In 1950, Alan Turing set out the idea of using computers to simulate intelligent behaviour. John McCarthy in 1956 put the term Artificial Intelligence (AI) as “the science and engineering of making intelligent machines” (Kaul et al., 2020).

AI presents different subfields as Machine Learning (ML), Deep Learning (DL), and computer vision (Kaul et al., 2020). It covers medical fields for differing purposes (Becker, 2019). AI in medicine has made progress over the past five decades. The developments of ML and DL have increased the chances for personalized medicine (Kaul et al., 2020). Helping the medical field in diagnosing diseases, patient treatment, reducing errors, etc (Giovanni & Olivier, 2020). In addition, it can enhance diagnostic rigour, efficiency, disease, therapeutic monitoring and overall patient clinical results (Kaul et al., 2020). In the field of medicine, ML can be put in an application to clinical decision-making to individualize patient attention instead of following a static algorithm (Kaul et al., 2020).

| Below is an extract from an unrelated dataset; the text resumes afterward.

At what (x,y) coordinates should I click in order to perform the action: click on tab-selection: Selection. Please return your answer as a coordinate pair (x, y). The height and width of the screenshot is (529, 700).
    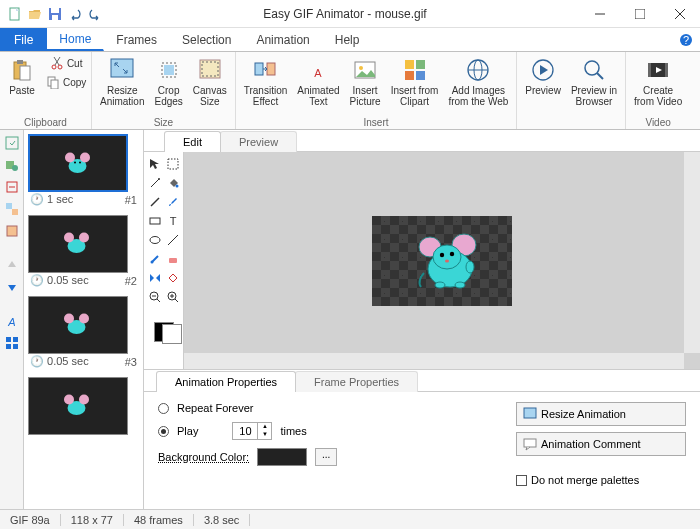
    Looking at the image, I should click on (207, 40).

Holzinger et al. (2019) have pointed out that medical practice understandable AI is required for different motives such as education, research and clinical decision-making. Modern AI methods can aid medical professionals. They must possess the pieces of knowledge to understand and trail the machine's decision. Nowadays, the current computers have enabled the advances in medical AI applications have risen due to the considerably improved computing power and the extensive amount of digital data available. Their applications may manage the enormous amount of data generated in medicine and discover patterns that would be contrarily concealed (Secinaro et al., 2021).

AI points to changing medical applications; however, many practical implementations are in early stages, needing further investigation and development. Furthermore, healthcare care can improve if medical professionals get used to these advances (Amisha, 2019).

According to Becker (2019), AI and its likely implications have begun to be contemplated more seriously in the education of future physicians. In fact, some studies have reported that most medical students concur that AI will make better certain medical areas and it should be incorporated in medical training.

Some determined settings in clinical practice profit from the application of AI, such as the diagnosis of disease based on histopathological examination or medical imaging, among others (Giovanni & Olivier, 2020).

Some current applications of AI in cardiology are the early detection of atrial fibrillation and the prediction of the risk of cardiovascular diseases such as acute coronary syndrome and heart failure (Giovanni & Olivier, 2020).

ML has progressed to DL, and it is made up of algorithms to generate Artificial Neural Networks (ANNs) that can acquire knowledge of making decisions on their own. Computer vision is the procedure by which a computer obtains information and knowledge from a set of images or videos (Kaul et al., 2020).

Medical applications are a huge challenge for AI, ML and DL. Medical decisions must cope with data sets in arbitrarily high-dimensional spaces. These are often affected by uncertainty, noise, inaccurate and missing data, etc. A dare of future medicine is modelling the complexity of patients to fit medical decisions and therapies. Until the visual analysis of the data, tricky situations, especially in the fusion, integration and mapping of heterogeneous data must be coped with. AI in the setting of medicine must consider that different data may derive an appropriate result. Thus, medical professionals must have a chance to understand how and why a decision has been made about the corresponding machine. Methods and models are required to establish the machine decision-making process and to derive and understand the learning and knowledge mining process (Holzinger et al., 2019).